I’ve yet to find a GraphQL interface that doesn’t expose too much information or fail to follow the principle of least privilege. Even IKEA, who I think has possibly the best GraphQL corporate-built implementation I’ve ever seen, exposes a little too much.

Think about your IAM environment and all the exceptions you need to grant users. The same thing exists for data and eventually the ease of use we trade for developers to rapidly prototype results a data breach. Why? Because someone enabled introspection to debug a production issue, or forgot to tick a box or define a parameter when deploying a data model change. Boring old RPC and REST typically doesn’t carry this level of risk, or has tooling to prevent it.

As someone who chases bug bounties, please keep building out GraphQL. My mortgage appreciates it.

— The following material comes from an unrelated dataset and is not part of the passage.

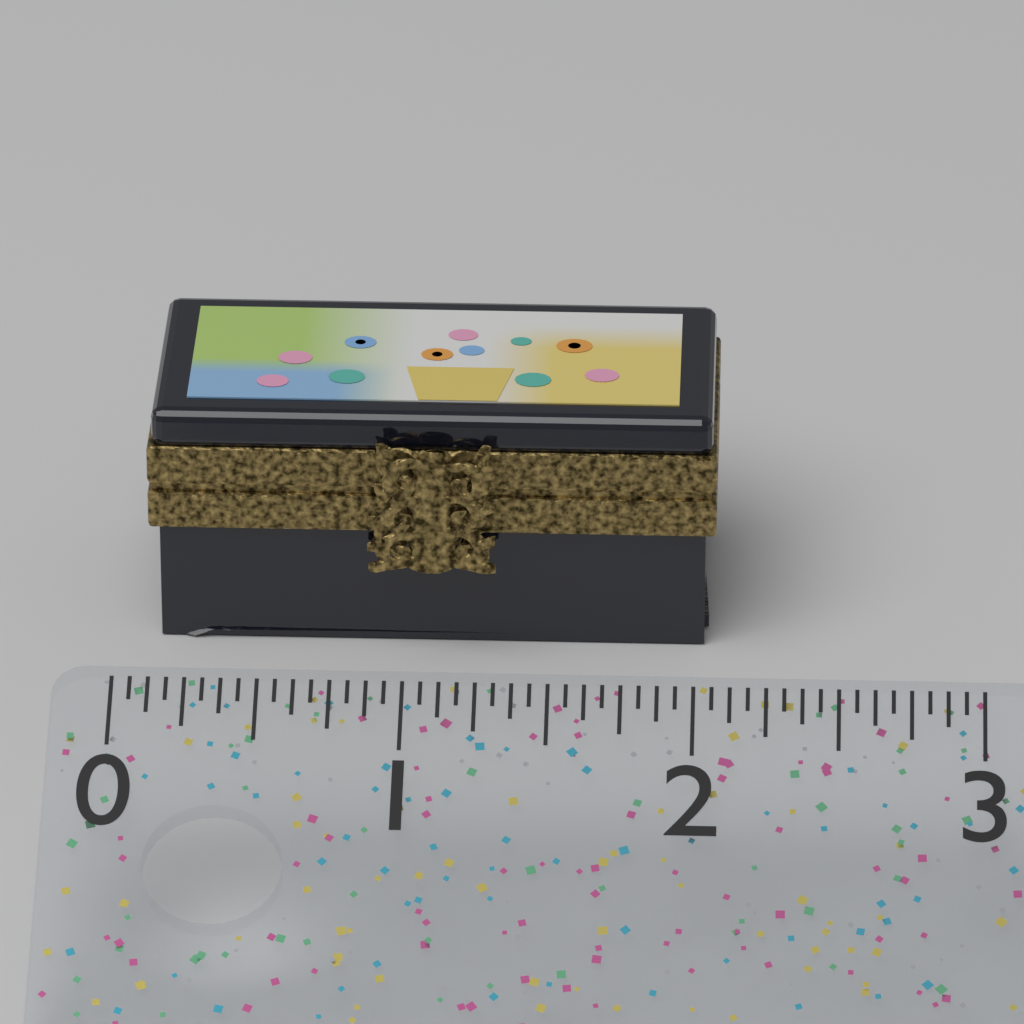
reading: 2.0625 (no unit)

But as someone whose day job is more on the blue-team side - no, you won’t get my sign-off. This is not acceptable risk.




How does REST solve this any better? As soon as you have certain entities or fields which are visible only to certain subsets of users, surely the problem complexity is essentially the same.

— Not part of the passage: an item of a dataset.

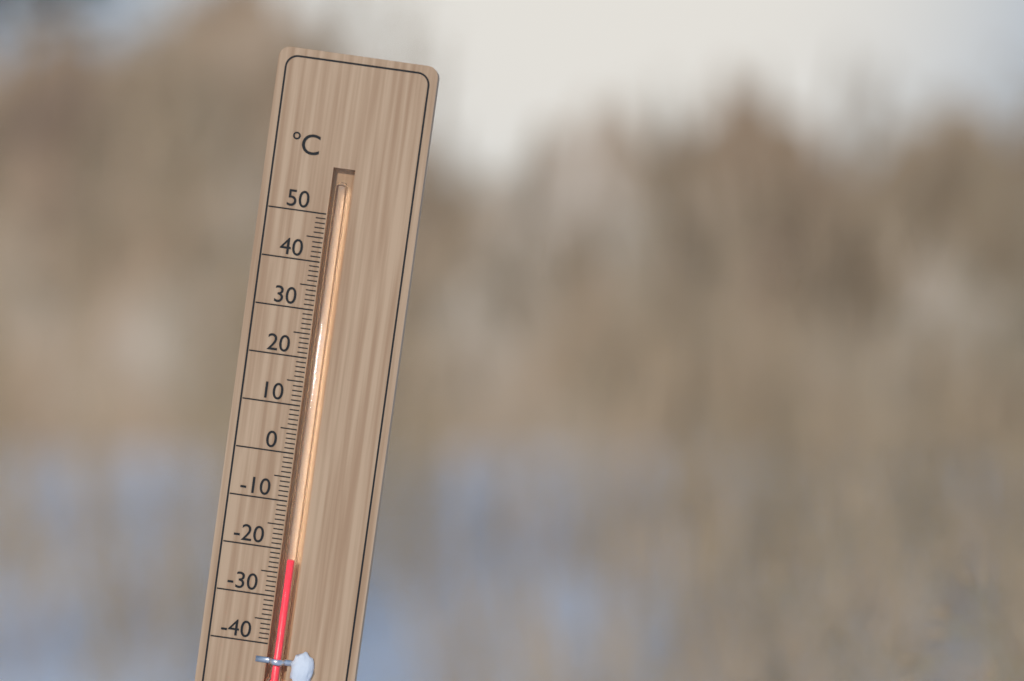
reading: -22 °C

In theory REST doesn’t, in practice it does. The reason why is because most RESTful interfaces are built and deployed separately. You don’t throw an interface on top of a data model and presto, you’ve accidentally exposed your customer data to the internet.

The other aspect is with REST the interface is strictly defined. There’s no unknown data being disclosed, you’ve defined the resource and understand the authorization required by building it in the first place. Yes, mistakes are made by engineers who don’t understand what PII is or don’t care what the access control for the endpoint looks like, but at least you can spend time actually scoping it and defining what that looks like.

How do you threat model a constantly changing database? You could throw flags on fields and have that tie in with your GQL orchestration lib/tooling, but that’s something that very, very few organisations can get right.

Not even 1%, I’d say maybe less than 100 in the world.